The engagement lasted till broad day, when Captain Oakum, finding he was like to gain neither honour nor advantage by the affair, pretended to be undeceived by seeing their colours; and, hailing the ship whom he had fought all night, protested he believed them Spaniards; and the guns being silenced on each side, ordered the barge to be hoisted out, and went on board the French commodore. Our loss amounted to ten killed, and eighteen wounded, most part of whom afterwards died. My fellow-mates had no sooner despatched their business in the cock-pit, than, full of friendly concern, they came to visit me.

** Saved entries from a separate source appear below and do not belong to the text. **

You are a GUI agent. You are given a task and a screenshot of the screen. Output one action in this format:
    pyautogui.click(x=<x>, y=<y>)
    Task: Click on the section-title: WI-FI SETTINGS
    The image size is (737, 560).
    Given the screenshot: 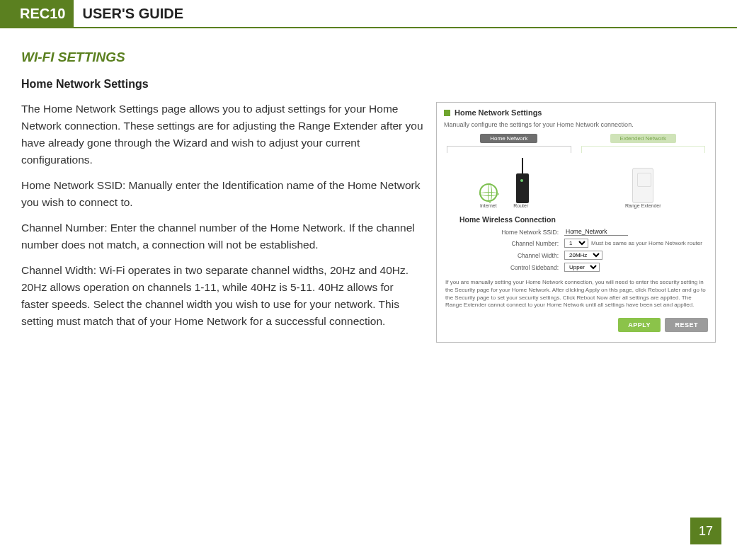 What is the action you would take?
    pyautogui.click(x=368, y=57)
    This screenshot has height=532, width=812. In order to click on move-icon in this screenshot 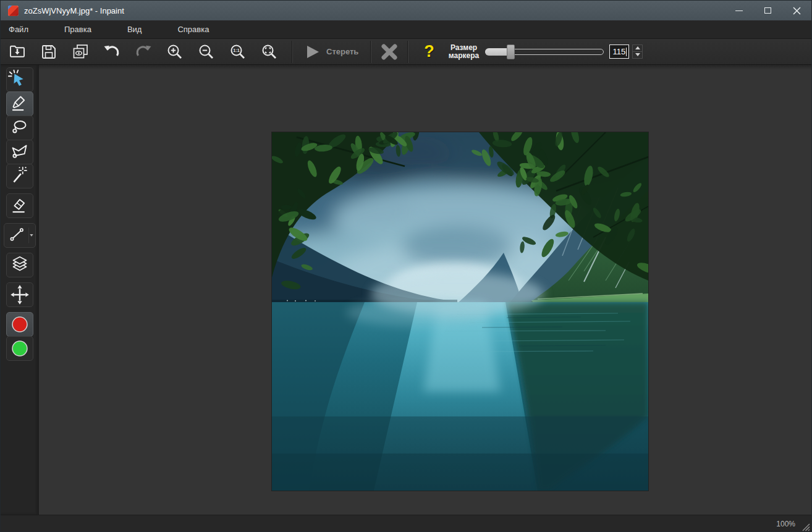, I will do `click(20, 295)`.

Morgan, ascending first, and seeing my face almost covered with brains and blood, concluded I was no longer a man for this world; and, calling to Thompson with great emotion, bade him come up, and take his last farewell of his comrade and countryman, who was posted to a better place, where there were no Mackshanes nor Oakums to asperse and torment him. “No,” said he, taking me by the hand, “you are going to a country where there is more respect sown to unfortunate shentlemen, and where you will have the satisfaction of peholding your adversaries tossing upon pillows of purning primstone.” Thompson, alarmed at this apostrophe, made haste to the place where I lay, and sitting down by me, with tears in his eyes inquired into the nature of my calamity. By this time I had recollected myself so far as to be able to converse rationally with my friends, whom, to their great satisfaction, I immediately undeceived with regard to their apprehension of my being mortally wounded.